Whatever the explanation, leaving it up breaks with the long-standing tradition of repainting the commandments on the side of the barn whenever Napoleon changes his mind.

This U-turn can’t be blamed on the formation of the coalition. The Liberal Democrats are (or hitherto have been) admirably sound on the issue and the coalition agreement promised to “end the storage of internet and email records without good reason”.

Couple this with the disgusting U-turn on the Summary Care Record, in which all of our medical records are to be lumped together in one convenient-to-leak, convenient-to-snoop, convenient-to-break database (despite similarly clear and concrete pre-election promises from both governing parties to the contrary), and a troubling picture emerges.

It is fascinating and dreadful to see the speed of bureaucratic capture, the reversion to bureaucratic authoritarianism on show. Intrusions are piling up so fast that my extended essay published last week is already out of date.

Just see how the surveillance state is being reversed, eh!?

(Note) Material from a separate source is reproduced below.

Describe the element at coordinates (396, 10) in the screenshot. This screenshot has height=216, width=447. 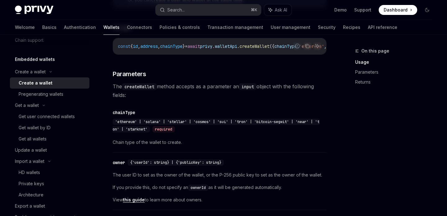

Alex Deane is director of Big Brother Watch, a barrister and a former chief of staff to David Cameron.

Content from our partners
The promise of prevention
How Labour hopes to make the UK a leader in green energy
Is now the time to rethink health and care for older people? With Age UK

Select and enter your email address Your weekly guide to the best writing on ideas, politics, books and culture every Saturday. The best way to sign up for The Saturday Read is via saturdayread.substack.com The New Statesman's quick and essential guide to the news and politics of the day. The best way to sign up for Morning Call is via morningcall.substack.com Our Thursday ideas newsletter, delving into philosophy, criticism, and intellectual history. The best way to sign up for The Salvo is via thesalvo.substack.com Stay up to date with NS events, subscription offers & updates. Weekly analysis of the shift to a new economy from the New Statesman's Spotlight on Policy team. The best way to sign up for The Green Transition is via spotlightonpolicy.substack.com
  • Administration / Office
  • Arts and Culture
  • Board Member
  • Business / Corporate Services
  • Client / Customer Services
  • Communications
  • Construction, Works, Engineering
  • Education, Curriculum and Teaching
  • Environment, Conservation and NRM
  • Facility / Grounds Management and Maintenance
  • Finance Management
  • Health - Medical and Nursing Management
  • HR, Training and Organisational Development
  • Information and Communications Technology
  • Information Services, Statistics, Records, Archives
  • Infrastructure Management - Transport, Utilities
  • Legal Officers and Practitioners
  • Librarians and Library Management
  • Management
  • Marketing
  • OH&S, Risk Management
  • Operations Management
  • Planning, Policy, Strategy
  • Printing, Design, Publishing, Web
  • Projects, Programs and Advisors
  • Property, Assets and Fleet Management
  • Public Relations and Media
  • Purchasing and Procurement
  • Quality Management
  • Science and Technical Research and Development
  • Security and Law Enforcement
  • Service Delivery
  • Sport and Recreation
  • Travel, Accommodation, Tourism
  • Wellbeing, Community / Social Services
Visit our privacy Policy for more information about our services, how New Statesman Media Group may use, process and share your personal data, including information on your rights in respect of your personal data and how you can unsubscribe from future marketing communications.